Avoid vague language like "rockstar" or "ninja," excessive must-have requirements, gendered or exclusionary phrasing, and salary ranges that are too broad or missing entirely. Studies show that women apply to jobs only when they meet nearly 100% of listed requirements, so keep requirements realistic.
Does a good job description improve ATS performance?
Yes. A well-structured job description with clear keywords helps your ATS match and rank candidates more accurately. Most modern recruiting software uses natural language processing, so keyword-rich, structured descriptions produce better candidate matches and reduce time-to-fill.
Should job descriptions include salary information?
Yes, and increasingly it is required by law. States including California, New York, and Colorado mandate salary transparency. Beyond compliance, LinkedIn data shows that job posts with salary ranges receive significantly more qualified applicants and reduce drop-off during the offer stage.
How can recruiting software help with writing job descriptions?

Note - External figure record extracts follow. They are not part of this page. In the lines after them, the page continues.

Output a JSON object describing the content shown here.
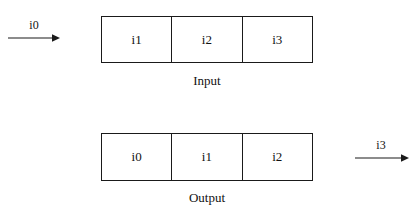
{
  "diagram": {
    "background_color": "#ffffff",
    "line_color": "#1a1a1a",
    "text_color": "#121212",
    "input_arrow": {
      "label": "i0",
      "direction": "right",
      "icon": "arrow-right-icon"
    },
    "input_buffer": {
      "caption": "Input",
      "cells": [
        {
          "label": "i1"
        },
        {
          "label": "i2"
        },
        {
          "label": "i3"
        }
      ]
    },
    "output_buffer": {
      "caption": "Output",
      "cells": [
        {
          "label": "i0"
        },
        {
          "label": "i1"
        },
        {
          "label": "i2"
        }
      ]
    },
    "output_arrow": {
      "label": "i3",
      "direction": "right",
      "icon": "arrow-right-icon"
    }
  }
}
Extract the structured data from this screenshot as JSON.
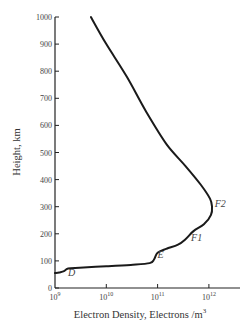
{
  "chart_data": {
    "type": "line",
    "title": "",
    "xlabel": "Electron Density, Electrons /m³",
    "ylabel": "Height, km",
    "x_scale": "log",
    "xlim": [
      1000000000.0,
      5000000000000.0
    ],
    "ylim": [
      0,
      1000
    ],
    "grid": false,
    "x_ticks": [
      {
        "value": 1000000000.0,
        "label_base": "10",
        "label_exp": "9"
      },
      {
        "value": 10000000000.0,
        "label_base": "10",
        "label_exp": "10"
      },
      {
        "value": 100000000000.0,
        "label_base": "10",
        "label_exp": "11"
      },
      {
        "value": 1000000000000.0,
        "label_base": "10",
        "label_exp": "12"
      }
    ],
    "y_ticks": [
      0,
      100,
      200,
      300,
      400,
      500,
      600,
      700,
      800,
      900,
      1000
    ],
    "series": [
      {
        "name": "Electron density profile",
        "points": [
          {
            "density": 1000000000.0,
            "height": 55
          },
          {
            "density": 1200000000.0,
            "height": 57
          },
          {
            "density": 1500000000.0,
            "height": 62
          },
          {
            "density": 1800000000.0,
            "height": 72
          },
          {
            "density": 3000000000.0,
            "height": 75
          },
          {
            "density": 10000000000.0,
            "height": 80
          },
          {
            "density": 30000000000.0,
            "height": 85
          },
          {
            "density": 70000000000.0,
            "height": 92
          },
          {
            "density": 85000000000.0,
            "height": 105
          },
          {
            "density": 100000000000.0,
            "height": 130
          },
          {
            "density": 150000000000.0,
            "height": 145
          },
          {
            "density": 250000000000.0,
            "height": 160
          },
          {
            "density": 350000000000.0,
            "height": 180
          },
          {
            "density": 500000000000.0,
            "height": 210
          },
          {
            "density": 800000000000.0,
            "height": 235
          },
          {
            "density": 1100000000000.0,
            "height": 270
          },
          {
            "density": 1150000000000.0,
            "height": 300
          },
          {
            "density": 1050000000000.0,
            "height": 330
          },
          {
            "density": 700000000000.0,
            "height": 380
          },
          {
            "density": 350000000000.0,
            "height": 450
          },
          {
            "density": 150000000000.0,
            "height": 530
          },
          {
            "density": 60000000000.0,
            "height": 650
          },
          {
            "density": 25000000000.0,
            "height": 780
          },
          {
            "density": 10000000000.0,
            "height": 900
          },
          {
            "density": 5000000000.0,
            "height": 1000
          }
        ]
      }
    ],
    "annotations": [
      {
        "text": "D",
        "density": 1800000000.0,
        "height": 45
      },
      {
        "text": "E",
        "density": 100000000000.0,
        "height": 110
      },
      {
        "text": "F1",
        "density": 450000000000.0,
        "height": 175
      },
      {
        "text": "F2",
        "density": 1300000000000.0,
        "height": 300
      }
    ]
  }
}
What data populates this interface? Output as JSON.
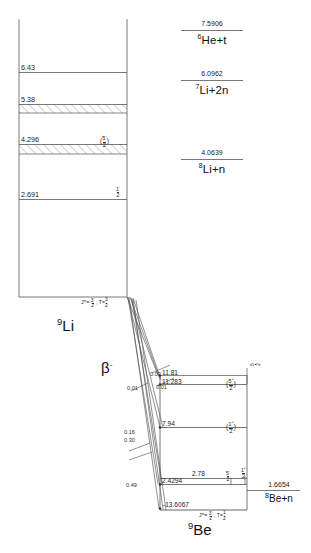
{
  "diagram": {
    "title_left": "9Li",
    "title_left_mass": "9",
    "title_left_sym": "Li",
    "title_right_mass": "9",
    "title_right_sym": "Be",
    "decay_label": "β",
    "decay_sup": "-"
  },
  "li9": {
    "jpi_ground": "Jπ = 3/2− ; T = 3/2",
    "levels": [
      {
        "energy": "6.43",
        "spin": "",
        "hatched": false
      },
      {
        "energy": "5.38",
        "spin": "",
        "hatched": true
      },
      {
        "energy": "4.296",
        "spin": "(5/2−)",
        "hatched": true
      },
      {
        "energy": "2.691",
        "spin": "1/2−",
        "hatched": false
      }
    ]
  },
  "thresholds": [
    {
      "energy": "7.5906",
      "channel_mass": "6",
      "channel": "He+t"
    },
    {
      "energy": "6.0962",
      "channel_mass": "7",
      "channel": "Li+2n"
    },
    {
      "energy": "4.0639",
      "channel_mass": "8",
      "channel": "Li+n"
    }
  ],
  "be9": {
    "jpi_ground": "Jπ = 3/2− ; T = 1/2",
    "levels": [
      {
        "energy": "11.81",
        "spin": ""
      },
      {
        "energy": "11.283",
        "spin": "(5/2+)"
      },
      {
        "energy": "7.94",
        "spin": "(1/2+)"
      },
      {
        "energy": "2.78",
        "spin": "1/2+"
      },
      {
        "energy": "2.4294",
        "spin": "5/2−"
      },
      {
        "energy": "-13.6067",
        "spin": ""
      }
    ],
    "threshold": {
      "energy": "1.6654",
      "channel_mass": "8",
      "channel": "Be+n"
    }
  },
  "branches": [
    {
      "value": "0.03"
    },
    {
      "value": "0.01"
    },
    {
      "value": "0.01"
    },
    {
      "value": "0.16"
    },
    {
      "value": "0.30"
    },
    {
      "value": "0.49"
    }
  ],
  "colors": {
    "line": "#555555",
    "text": "#1a1a1a",
    "hatch": "#777777"
  }
}
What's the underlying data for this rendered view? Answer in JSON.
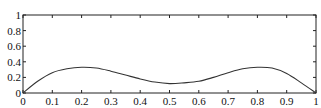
{
  "chart_data": {
    "type": "line",
    "title": "",
    "xlabel": "",
    "ylabel": "",
    "xlim": [
      0,
      1
    ],
    "ylim": [
      0,
      1
    ],
    "grid": false,
    "legend": null,
    "x_ticks": [
      "0",
      "0.1",
      "0.2",
      "0.3",
      "0.4",
      "0.5",
      "0.6",
      "0.7",
      "0.8",
      "0.9",
      "1"
    ],
    "y_ticks": [
      "0",
      "0.2",
      "0.4",
      "0.6",
      "0.8",
      "1"
    ],
    "series": [
      {
        "name": "curve",
        "color": "#333333",
        "x": [
          0,
          0.05,
          0.1,
          0.15,
          0.2,
          0.25,
          0.3,
          0.35,
          0.4,
          0.45,
          0.5,
          0.55,
          0.6,
          0.65,
          0.7,
          0.75,
          0.8,
          0.85,
          0.9,
          0.95,
          1.0
        ],
        "y": [
          0,
          0.15,
          0.26,
          0.31,
          0.33,
          0.32,
          0.28,
          0.23,
          0.18,
          0.14,
          0.12,
          0.13,
          0.15,
          0.2,
          0.26,
          0.31,
          0.33,
          0.32,
          0.25,
          0.13,
          0
        ]
      }
    ]
  },
  "plot": {
    "left": 23,
    "right": 316,
    "top": 15,
    "bottom": 93
  }
}
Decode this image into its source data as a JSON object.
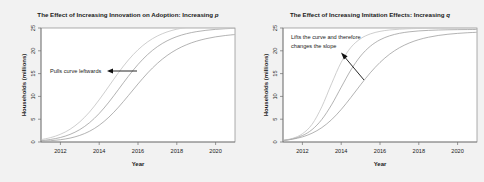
{
  "figure": {
    "background_color": "#f2f2f2",
    "plot_background_color": "#ffffff",
    "frame_color": "#8a8a8a"
  },
  "chart_data": [
    {
      "type": "line",
      "panel": "left",
      "title": "The Effect of Increasing Innovation on Adoption: Increasing ",
      "title_italic_suffix": "p",
      "xlabel": "Year",
      "ylabel": "Households (millions)",
      "xlim": [
        2011,
        2021
      ],
      "ylim": [
        0,
        25
      ],
      "xticks": [
        2012,
        2014,
        2016,
        2018,
        2020
      ],
      "xtick_labels": [
        "2012",
        "2014",
        "2016",
        "2018",
        "2020"
      ],
      "yticks": [
        0,
        5,
        10,
        15,
        20,
        25
      ],
      "ytick_labels": [
        "0",
        "5",
        "10",
        "15",
        "20",
        "25"
      ],
      "grid": false,
      "legend": "none",
      "x": [
        2011,
        2011.5,
        2012,
        2012.5,
        2013,
        2013.5,
        2014,
        2014.5,
        2015,
        2015.5,
        2016,
        2016.5,
        2017,
        2017.5,
        2018,
        2018.5,
        2019,
        2019.5,
        2020,
        2020.5,
        2021
      ],
      "series": [
        {
          "name": "p = 0.010 (lowest innovation)",
          "color": "#9a9a9a",
          "values": [
            0.15,
            0.28,
            0.5,
            0.86,
            1.45,
            2.35,
            3.67,
            5.45,
            7.66,
            10.16,
            12.73,
            15.15,
            17.25,
            18.97,
            20.31,
            21.33,
            22.09,
            22.65,
            23.06,
            23.35,
            23.57
          ]
        },
        {
          "name": "p = 0.020 (medium innovation)",
          "color": "#9a9a9a",
          "values": [
            0.3,
            0.56,
            0.99,
            1.67,
            2.72,
            4.23,
            6.25,
            8.75,
            11.56,
            14.4,
            17.0,
            19.19,
            20.91,
            22.19,
            23.11,
            23.75,
            24.19,
            24.49,
            24.7,
            24.84,
            24.93
          ]
        },
        {
          "name": "p = 0.035 (highest innovation)",
          "color": "#bdbdbd",
          "values": [
            0.52,
            0.97,
            1.69,
            2.8,
            4.41,
            6.58,
            9.26,
            12.24,
            15.24,
            17.96,
            20.22,
            21.97,
            23.25,
            24.14,
            24.74,
            25.13,
            25.38,
            25.54,
            25.63,
            25.69,
            25.73
          ]
        }
      ],
      "annotation": {
        "text": "Pulls curve leftwards",
        "arrow": "left-horizontal"
      }
    },
    {
      "type": "line",
      "panel": "right",
      "title": "The Effect of Increasing Imitation Effects: Increasing ",
      "title_italic_suffix": "q",
      "xlabel": "Year",
      "ylabel": "Households (millions)",
      "xlim": [
        2011,
        2021
      ],
      "ylim": [
        0,
        25
      ],
      "xticks": [
        2012,
        2014,
        2016,
        2018,
        2020
      ],
      "xtick_labels": [
        "2012",
        "2014",
        "2016",
        "2018",
        "2020"
      ],
      "yticks": [
        0,
        5,
        10,
        15,
        20,
        25
      ],
      "ytick_labels": [
        "0",
        "5",
        "10",
        "15",
        "20",
        "25"
      ],
      "grid": false,
      "legend": "none",
      "x": [
        2011,
        2011.5,
        2012,
        2012.5,
        2013,
        2013.5,
        2014,
        2014.5,
        2015,
        2015.5,
        2016,
        2016.5,
        2017,
        2017.5,
        2018,
        2018.5,
        2019,
        2019.5,
        2020,
        2020.5,
        2021
      ],
      "series": [
        {
          "name": "q = 0.35 (lowest imitation)",
          "color": "#9a9a9a",
          "values": [
            0.32,
            0.62,
            1.12,
            1.93,
            3.15,
            4.88,
            7.13,
            9.77,
            12.55,
            15.18,
            17.45,
            19.27,
            20.67,
            21.7,
            22.45,
            22.98,
            23.36,
            23.63,
            23.82,
            23.96,
            24.06
          ]
        },
        {
          "name": "q = 0.55 (medium imitation)",
          "color": "#9a9a9a",
          "values": [
            0.33,
            0.7,
            1.41,
            2.72,
            4.94,
            8.14,
            12.0,
            15.8,
            18.85,
            21.0,
            22.41,
            23.29,
            23.83,
            24.16,
            24.36,
            24.48,
            24.56,
            24.61,
            24.64,
            24.66,
            24.67
          ]
        },
        {
          "name": "q = 0.80 (highest imitation)",
          "color": "#bdbdbd",
          "values": [
            0.35,
            0.8,
            1.8,
            3.89,
            7.72,
            12.75,
            17.49,
            20.75,
            22.66,
            23.7,
            24.26,
            24.57,
            24.74,
            24.84,
            24.9,
            24.93,
            24.95,
            24.96,
            24.97,
            24.98,
            24.98
          ]
        }
      ],
      "annotation": {
        "text_line1": "Lifts the curve and therefore",
        "text_line2": "changes the slope",
        "arrow": "up-left-diagonal"
      }
    }
  ]
}
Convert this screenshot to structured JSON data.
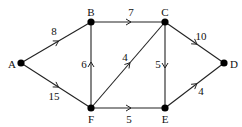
{
  "graph": {
    "type": "directed-weighted",
    "nodes": [
      {
        "id": "A",
        "label": "A",
        "x": 21,
        "y": 63,
        "label_dx": -9,
        "label_dy": 1
      },
      {
        "id": "B",
        "label": "B",
        "x": 91,
        "y": 22,
        "label_dx": 0,
        "label_dy": -10
      },
      {
        "id": "C",
        "label": "C",
        "x": 165,
        "y": 22,
        "label_dx": 0,
        "label_dy": -10
      },
      {
        "id": "D",
        "label": "D",
        "x": 224,
        "y": 63,
        "label_dx": 10,
        "label_dy": 1
      },
      {
        "id": "E",
        "label": "E",
        "x": 165,
        "y": 108,
        "label_dx": 0,
        "label_dy": 11
      },
      {
        "id": "F",
        "label": "F",
        "x": 91,
        "y": 108,
        "label_dx": 0,
        "label_dy": 11
      }
    ],
    "edges": [
      {
        "from": "A",
        "to": "B",
        "weight": "8",
        "label_x": 54,
        "label_y": 31
      },
      {
        "from": "A",
        "to": "F",
        "weight": "15",
        "label_x": 54,
        "label_y": 96
      },
      {
        "from": "B",
        "to": "C",
        "weight": "7",
        "label_x": 131,
        "label_y": 12
      },
      {
        "from": "F",
        "to": "B",
        "weight": "6",
        "label_x": 84,
        "label_y": 64
      },
      {
        "from": "F",
        "to": "C",
        "weight": "4",
        "label_x": 125,
        "label_y": 57
      },
      {
        "from": "C",
        "to": "E",
        "weight": "5",
        "label_x": 158,
        "label_y": 64
      },
      {
        "from": "C",
        "to": "D",
        "weight": "10",
        "label_x": 201,
        "label_y": 36
      },
      {
        "from": "F",
        "to": "E",
        "weight": "5",
        "label_x": 129,
        "label_y": 119
      },
      {
        "from": "E",
        "to": "D",
        "weight": "4",
        "label_x": 201,
        "label_y": 91
      }
    ]
  }
}
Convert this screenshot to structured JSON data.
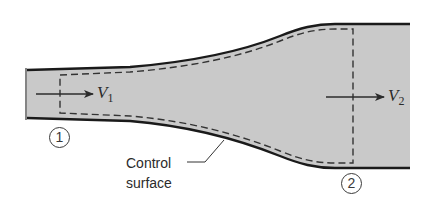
{
  "figure": {
    "inlet": {
      "velocity_symbol": "V",
      "velocity_subscript": "1",
      "section_label": "1"
    },
    "outlet": {
      "velocity_symbol": "V",
      "velocity_subscript": "2",
      "section_label": "2"
    },
    "control_surface_label": {
      "line1": "Control",
      "line2": "surface"
    }
  },
  "colors": {
    "fluid_fill": "#c9c9c9",
    "wall": "#1a1a1a",
    "dashed": "#333333",
    "text": "#2b2b2b"
  }
}
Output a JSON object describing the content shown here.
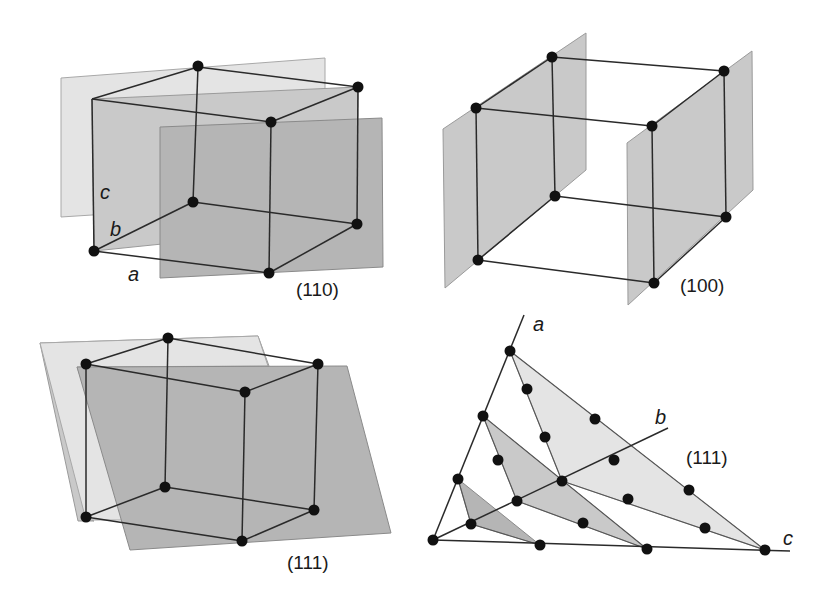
{
  "figure": {
    "colors": {
      "background": "#ffffff",
      "edge": "#2a2a2a",
      "atom": "#111111",
      "plane_light": "#e4e4e4",
      "plane_mid": "#c9c9c9",
      "plane_dark": "#b5b5b5"
    },
    "panels": [
      {
        "id": "panel-110",
        "plane_label": "(110)",
        "axis_labels": {
          "a": "a",
          "b": "b",
          "c": "c"
        }
      },
      {
        "id": "panel-100",
        "plane_label": "(100)"
      },
      {
        "id": "panel-111-cube",
        "plane_label": "(111)"
      },
      {
        "id": "panel-111-axes",
        "plane_label": "(111)",
        "axis_labels": {
          "a": "a",
          "b": "b",
          "c": "c"
        }
      }
    ]
  }
}
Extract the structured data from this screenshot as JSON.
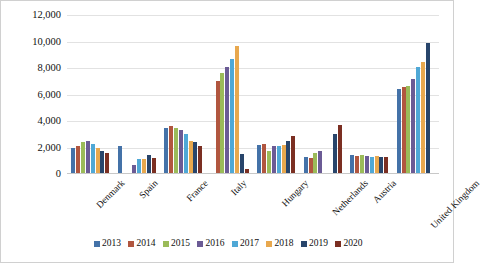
{
  "chart_data": {
    "type": "bar",
    "title": "",
    "xlabel": "",
    "ylabel": "",
    "ylim": [
      0,
      12000
    ],
    "ytick_values": [
      0,
      2000,
      4000,
      6000,
      8000,
      10000,
      12000
    ],
    "ytick_labels": [
      "0",
      "2,000",
      "4,000",
      "6,000",
      "8,000",
      "10,000",
      "12,000"
    ],
    "grid": true,
    "legend_position": "bottom",
    "categories": [
      "Denmark",
      "Spain",
      "France",
      "Italy",
      "Hungary",
      "Netherlands",
      "Austria",
      "United Kingdom"
    ],
    "series": [
      {
        "name": "2013",
        "color": "#4472a8",
        "values": [
          2000,
          2150,
          3500,
          null,
          2200,
          1250,
          1450,
          6400
        ]
      },
      {
        "name": "2014",
        "color": "#b1563f",
        "values": [
          2150,
          null,
          3600,
          7000,
          2250,
          1200,
          1350,
          6550
        ]
      },
      {
        "name": "2015",
        "color": "#9bbb59",
        "values": [
          2400,
          null,
          3450,
          7650,
          1750,
          1550,
          1400,
          6650
        ]
      },
      {
        "name": "2016",
        "color": "#6b5b95",
        "values": [
          2500,
          650,
          3300,
          8100,
          2100,
          1700,
          1350,
          7200
        ]
      },
      {
        "name": "2017",
        "color": "#4fa8d6",
        "values": [
          2250,
          1150,
          3050,
          8700,
          2150,
          null,
          1300,
          8100
        ]
      },
      {
        "name": "2018",
        "color": "#e8a84e",
        "values": [
          1950,
          1100,
          2500,
          9650,
          2200,
          null,
          1350,
          8450
        ]
      },
      {
        "name": "2019",
        "color": "#28456b",
        "values": [
          1750,
          1400,
          2450,
          1500,
          2500,
          3000,
          1250,
          9900
        ]
      },
      {
        "name": "2020",
        "color": "#7b2f22",
        "values": [
          1550,
          1200,
          2150,
          400,
          2900,
          3700,
          1300,
          null
        ]
      }
    ]
  },
  "legend": {
    "items": [
      {
        "label": "2013"
      },
      {
        "label": "2014"
      },
      {
        "label": "2015"
      },
      {
        "label": "2016"
      },
      {
        "label": "2017"
      },
      {
        "label": "2018"
      },
      {
        "label": "2019"
      },
      {
        "label": "2020"
      }
    ]
  }
}
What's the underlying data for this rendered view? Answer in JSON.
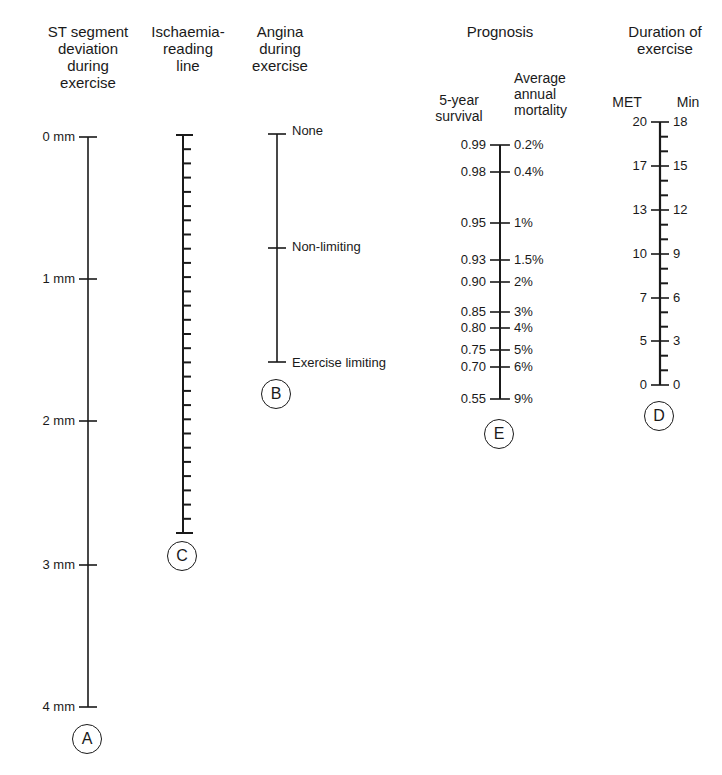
{
  "figure": {
    "type": "nomogram",
    "caption_fragment_visible": false
  },
  "scales": {
    "A": {
      "letter": "A",
      "title": "ST segment\ndeviation\nduring\nexercise",
      "ticks": [
        {
          "label": "0 mm",
          "value": 0
        },
        {
          "label": "1 mm",
          "value": 1
        },
        {
          "label": "2 mm",
          "value": 2
        },
        {
          "label": "3 mm",
          "value": 3
        },
        {
          "label": "4 mm",
          "value": 4
        }
      ]
    },
    "C": {
      "letter": "C",
      "title": "Ischaemia-\nreading\nline",
      "minor_tick_count": 28
    },
    "B": {
      "letter": "B",
      "title": "Angina\nduring\nexercise",
      "ticks": [
        {
          "label": "None"
        },
        {
          "label": "Non-limiting"
        },
        {
          "label": "Exercise limiting"
        }
      ]
    },
    "E": {
      "letter": "E",
      "title": "Prognosis",
      "left_title": "5-year\nsurvival",
      "right_title": "Average\nannual\nmortality",
      "ticks": [
        {
          "left": "0.99",
          "right": "0.2%"
        },
        {
          "left": "0.98",
          "right": "0.4%"
        },
        {
          "left": "0.95",
          "right": "1%"
        },
        {
          "left": "0.93",
          "right": "1.5%"
        },
        {
          "left": "0.90",
          "right": "2%"
        },
        {
          "left": "0.85",
          "right": "3%"
        },
        {
          "left": "0.80",
          "right": "4%"
        },
        {
          "left": "0.75",
          "right": "5%"
        },
        {
          "left": "0.70",
          "right": "6%"
        },
        {
          "left": "0.55",
          "right": "9%"
        }
      ]
    },
    "D": {
      "letter": "D",
      "title": "Duration of\nexercise",
      "left_title": "MET",
      "right_title": "Min",
      "ticks": [
        {
          "left": "20",
          "right": "18"
        },
        {
          "left": "17",
          "right": "15"
        },
        {
          "left": "13",
          "right": "12"
        },
        {
          "left": "10",
          "right": "9"
        },
        {
          "left": "7",
          "right": "6"
        },
        {
          "left": "5",
          "right": "3"
        },
        {
          "left": "0",
          "right": "0"
        }
      ]
    }
  }
}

Modern recruiting software and ATS platforms often include built-in job description templates, bias detection tools, and performance analytics that show which descriptions generate the most qualified applications. Tools like Greenhouse, Lever, and Workable all offer job description optimization features.
Putting It All Together
Knowing how to write job descriptions that attract top talent is one of the highest-leverage skills in modern recruiting. A great job description reduces your time-to-fill, increases the quality of your applicant pool, improves your ATS matching accuracy, and signals to candidates that your company is professional and worth their time.
Apply the tips in this how-to-write guide consistently, audit your existing postings against the comparison table above, and pair your writing process with recruiting software that supports structured job description creation and performance tracking. When your words and your tools work together, filling roles becomes dramatically faster and more predictable.
Ready to take the next step? Explore our full library of ATS reviews and tech hiring resources on Recruiteronics to find the platform that best supports your job posting workflow.
Find the Right ATS for Your Hiring Team
Compare top applicant tracking systems side by side — features, pricing, integrations, and real recruiter ratings. Free, no sign-up required.